If there were no other evil wiles to prove the pope the true Antichrist, yet this one thing were enough to prove it. Hearest thou this, pope, not most holy, but most sinful? O that God from heaven would soon destroy thy throne and sink it in the abyss of hell! Who hath given thee authority to exalt thyself above thy God, to break and to loose His commandments, and to teach Christians, especially the German nation, praised in
all history for its nobility, its constancy and fidelity, to be inconstant, perjurers, traitors, profligates, faithless? God hath commanded to keep oath and faith even with an enemy, and thou undertakest to loose this His commandment, and ordainest in thine heretical, antichristian decretals that thou hast His power. Thus through thy throat and through thy pen the wicked Satan doth lie as he hath never lied before. Thou dost force and wrest the Scriptures to thy fancy. O Christ, my Lord, look down, let the day of thy judgment break, and destroy the devil’s nest at Rome! Here sitteth the man of whom St. Paul hath said that he shall exalt himself above Thee, sit in Thy Church and set himself up as God (2 Thess. 2:3 f.), — the man of sin and the son of perdition! What else is the papal power than only the teaching and increasing of sin and evil, the leading of souls to damnation under Thy name and guise?

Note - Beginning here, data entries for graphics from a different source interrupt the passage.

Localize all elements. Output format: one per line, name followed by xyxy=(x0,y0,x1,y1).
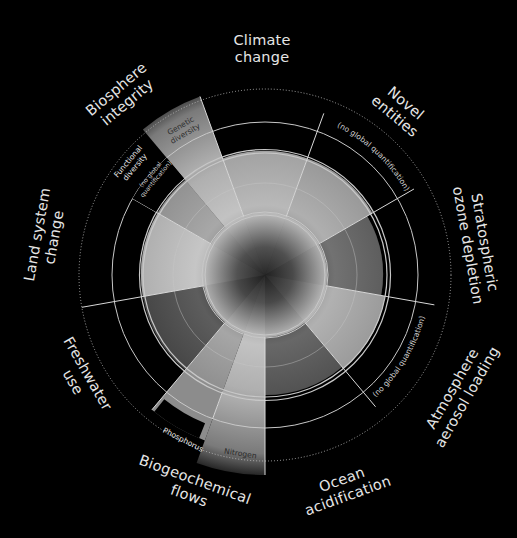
label-stratospheric-ozone-depletion: Stratospheric ozone depletion xyxy=(450,182,503,305)
earth-center-disk xyxy=(203,213,327,337)
label-ocean-acidification: Ocean acidification xyxy=(297,457,393,519)
label-biosphere-integrity: Biosphere integrity xyxy=(83,59,161,132)
label-atmosphere-aerosol-loading: Atmosphere aerosol loading xyxy=(417,335,502,450)
planetary-boundaries-diagram: Climate change Novel entities Stratosphe… xyxy=(0,0,517,538)
svg-text:Climate: Climate xyxy=(233,32,290,48)
label-land-system-change: Land system change xyxy=(21,186,70,285)
label-novel-entities: Novel entities xyxy=(368,79,432,140)
label-freshwater-use: Freshwater use xyxy=(46,334,116,421)
novel-entities-note: (no global quantification) xyxy=(336,120,412,192)
diagram-canvas: Climate change Novel entities Stratosphe… xyxy=(0,0,517,538)
label-climate-change: Climate change xyxy=(233,32,290,65)
svg-text:change: change xyxy=(235,49,290,65)
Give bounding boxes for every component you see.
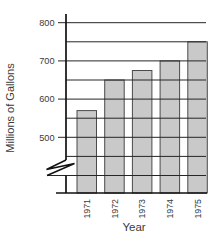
axis-break-zigzag bbox=[47, 160, 75, 176]
y-tick-label-700: 700 bbox=[39, 56, 54, 66]
y-axis-break bbox=[47, 160, 75, 176]
y-tick-label-600: 600 bbox=[39, 94, 54, 104]
x-tick-label-1975: 1975 bbox=[193, 199, 203, 219]
y-tick-label-800: 800 bbox=[39, 18, 54, 28]
x-tick-label-1974: 1974 bbox=[165, 199, 175, 219]
x-tick-label-1973: 1973 bbox=[137, 199, 147, 219]
bar-1971 bbox=[77, 111, 97, 193]
x-tick-labels-group: 19711972197319741975 bbox=[82, 199, 203, 219]
x-tick-label-1972: 1972 bbox=[110, 199, 120, 219]
gridlines-group bbox=[47, 23, 206, 176]
bar-chart: 500600700800 19711972197319741975 Millio… bbox=[0, 0, 210, 248]
chart-page: 500600700800 19711972197319741975 Millio… bbox=[0, 0, 210, 248]
bar-1973 bbox=[132, 71, 152, 194]
bars-group bbox=[77, 42, 207, 193]
y-tick-label-500: 500 bbox=[39, 133, 54, 143]
y-axis-title: Millions of Gallons bbox=[4, 63, 16, 153]
bar-1972 bbox=[105, 80, 125, 193]
y-tick-labels-group: 500600700800 bbox=[39, 18, 54, 143]
bar-1974 bbox=[160, 61, 180, 193]
bar-1975 bbox=[188, 42, 208, 193]
x-axis-title: Year bbox=[122, 221, 145, 233]
x-tick-label-1971: 1971 bbox=[82, 199, 92, 219]
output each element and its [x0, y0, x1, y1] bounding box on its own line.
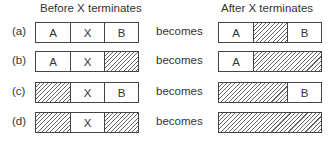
- memory-after: [218, 112, 322, 133]
- free-hole-segment: [36, 113, 70, 132]
- memory-before: AXB: [35, 22, 139, 43]
- diagram-row: (a)AXBbecomesAB: [0, 22, 332, 43]
- process-segment: A: [36, 23, 70, 42]
- becomes-label: becomes: [156, 115, 203, 127]
- process-segment: A: [219, 23, 253, 42]
- free-hole-segment: [104, 113, 138, 132]
- row-label: (b): [12, 54, 26, 66]
- free-hole-segment: [104, 52, 138, 71]
- row-label: (d): [12, 115, 26, 127]
- process-segment: X: [70, 23, 104, 42]
- becomes-label: becomes: [156, 85, 203, 97]
- memory-after: B: [218, 82, 322, 103]
- row-label: (c): [12, 85, 25, 97]
- free-hole-segment: [253, 52, 321, 71]
- header-after: After X terminates: [221, 2, 313, 14]
- diagram-row: (c)XBbecomesB: [0, 82, 332, 103]
- process-segment: B: [287, 83, 321, 102]
- becomes-label: becomes: [156, 54, 203, 66]
- process-segment: B: [104, 23, 138, 42]
- process-segment: B: [104, 83, 138, 102]
- free-hole-segment: [219, 113, 321, 132]
- diagram-row: (d)Xbecomes: [0, 112, 332, 133]
- process-segment: X: [70, 52, 104, 71]
- header-before: Before X terminates: [40, 2, 142, 14]
- process-segment: A: [219, 52, 253, 71]
- free-hole-segment: [219, 83, 287, 102]
- free-hole-segment: [253, 23, 287, 42]
- process-segment: B: [287, 23, 321, 42]
- memory-after: AB: [218, 22, 322, 43]
- process-segment: X: [70, 113, 104, 132]
- diagram-row: (b)AXbecomesA: [0, 51, 332, 72]
- row-label: (a): [12, 25, 26, 37]
- memory-before: X: [35, 112, 139, 133]
- becomes-label: becomes: [156, 25, 203, 37]
- memory-before: AX: [35, 51, 139, 72]
- memory-before: XB: [35, 82, 139, 103]
- memory-after: A: [218, 51, 322, 72]
- process-segment: X: [70, 83, 104, 102]
- process-segment: A: [36, 52, 70, 71]
- free-hole-segment: [36, 83, 70, 102]
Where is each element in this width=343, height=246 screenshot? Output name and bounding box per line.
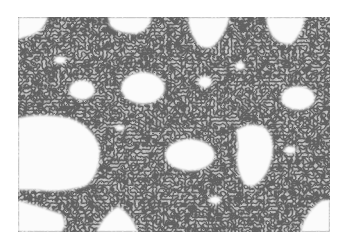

In olden times the children of Israel had to keep the oath which they had unwittingly been deceived into giving to their enemies, the Gibeonites (Josh. 9:19 ff)], and King Zedekiah was miserably lost, with all his people, because he broke this oath to the King of Babylon (2 Kings 24:20; 25:4 ff.). Even among us, a hundred years ago, that fine king of Hungary and Poland, Wladislav223, was slain by the Turk, with so many noble people, because he allowed himself to be deceived by the papal legate and cardinal, and broke the good and advantageous treaty which he had sworn with the Turk. The pious Emperor Sigismund had no good fortune after the Council of Constance, when he allowed the knaves to break the safe-conduct which had been given to John Hus and Jerome224 and all the trouble between us and the Bohemians was the consequence. Even in our own times, God help us! how much Christian blood has been shed over the oath and alliance which Pope Julius made between the Emperor Maximilian and King Louis of France225, and afterwards broke? How could I tell all the troubles which the popes have stirred up by the devilish presumption with which they annul oaths and vows which have been made between great princes, making a jest of these things, and taking money for it. I have hopes that the judgment day is at the door; nothing can possibly be worse than the Roman See. He suppresses God’s commandment, he exalts his own commandment over it; if he is not Antichrist, then let some one else tell who he can be! But more of this another time, and better.